Being in the textile industry, we had a lot of designers coming from far off lands to design our textiles - in which the colour content and design was of great importance. I would explain to him how it took us a couple of days to mix a palette of 6 or 7 colours, since we had to test the blend of each new colour with all the colours already selected. Yet at the same time, I would be amazed with the dexterity at which he would mix so many colours in his works on paper.

When my son was to be married in 1994, my wife requested him to make a little motif for the wedding card. In a couple of days, he brought back a wonderful painting, where a man is playing the shehnai and Lord Ganesha is dancing to the music. All of us liked the painting so much that we immediately decided to use it for the wedding card and it was very much appreciated - both in India and abroad.

In the mid-1980s, I decided to learn classical music and Yousuf was very happy about it. We used to have a few musical sessions at home - classical or ghazals - which we both enjoyed very much. His favourite ghazal singer was Mehdi Hasan, especially the ghazal of "Mir Taqi Mir, dekh to dil ke jaan se uthta hai, yeh dhuan sa kahaan se uthta hai". He always desired to make a painting on this poetry, but unfortunately it never happened.

His love for art manifested in many ways - he also had a passion for seeing every show at Jehangir Art Gallery. But somehow he could not come about to planning his own show there - that was largely because he had an open invitation from the Taj Gallery, where he displayed nearly a dozen times and his works would often get sold during (or even before) these shows, thereby not leaving enough inventory to plan a show at Jehangir.

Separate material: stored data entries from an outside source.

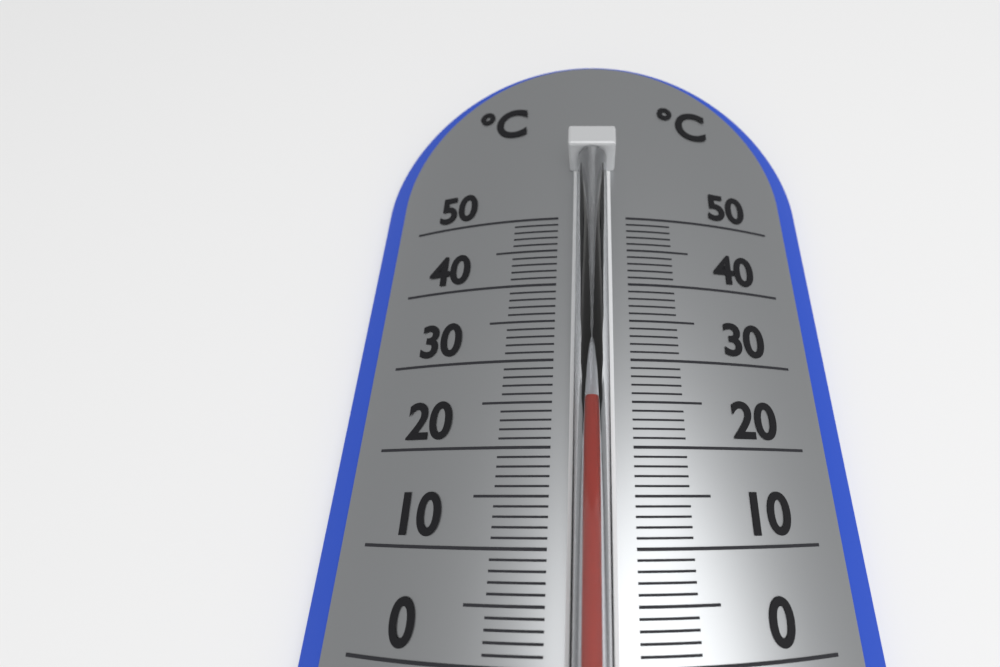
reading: 25 °C
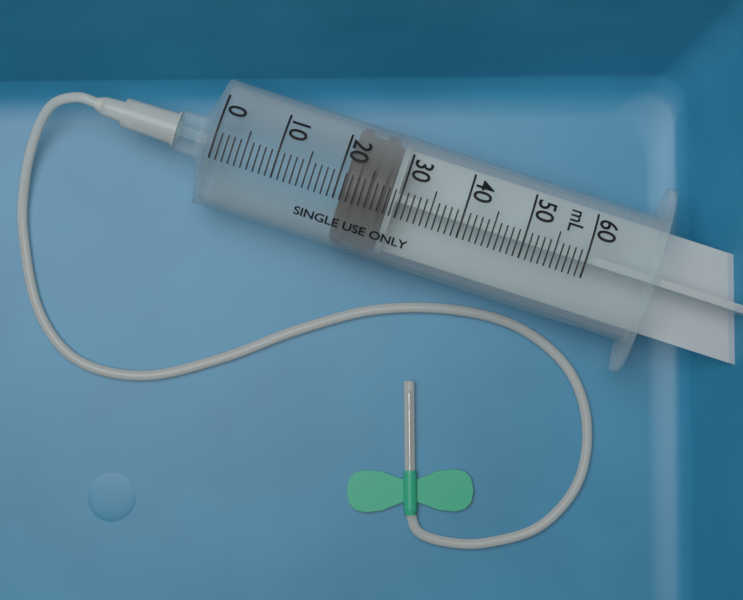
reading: 21 mL
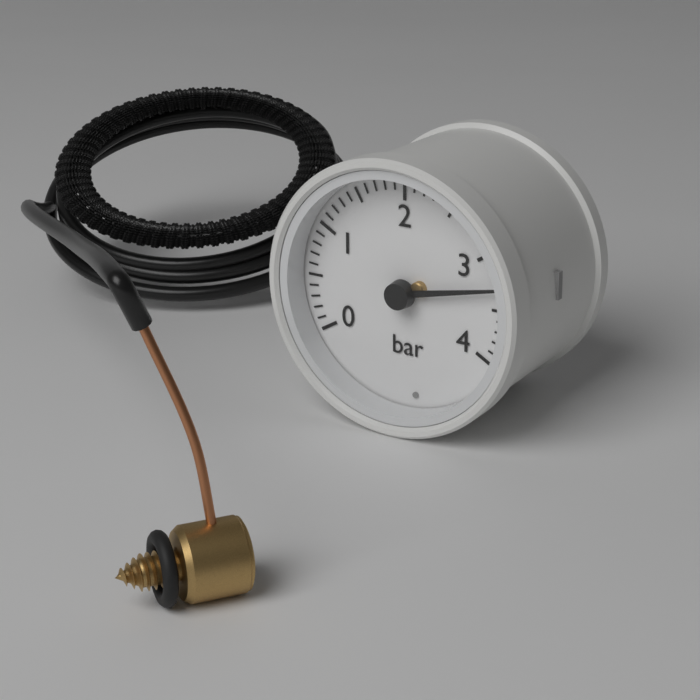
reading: 3.3 bar
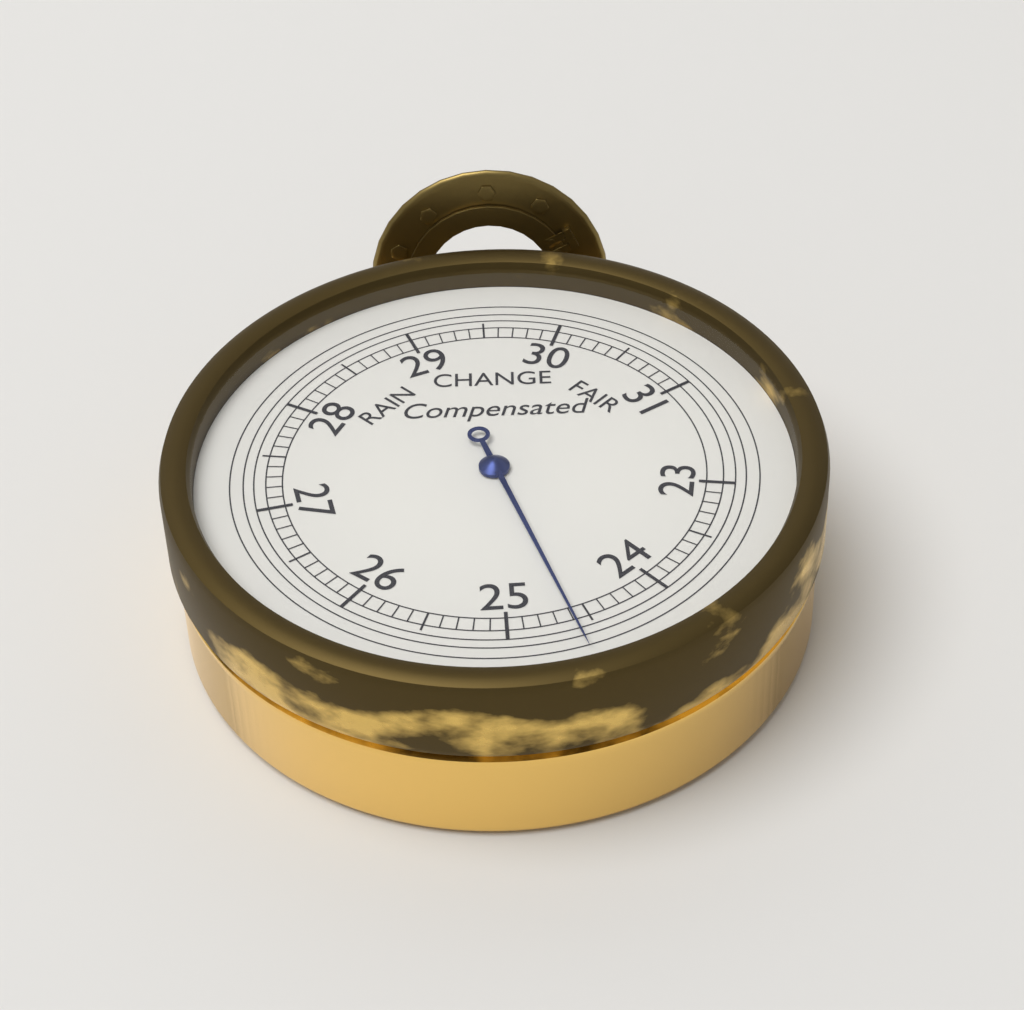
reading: 24.6 inHg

In the late 1980s, he was approached by a couple of art gallery owners and dealers, who expressed a great deal of keenness in promoting him. He kept postponing any association with them, since he rarely had enough work left with him. Besides, he got sick sometime in the mid 1990s and that slowed him down, just when the art market started looking up significantly.

His death has not only been a loss to the art world, but the loss of a very personal and dear friend. May his soul rest in peace.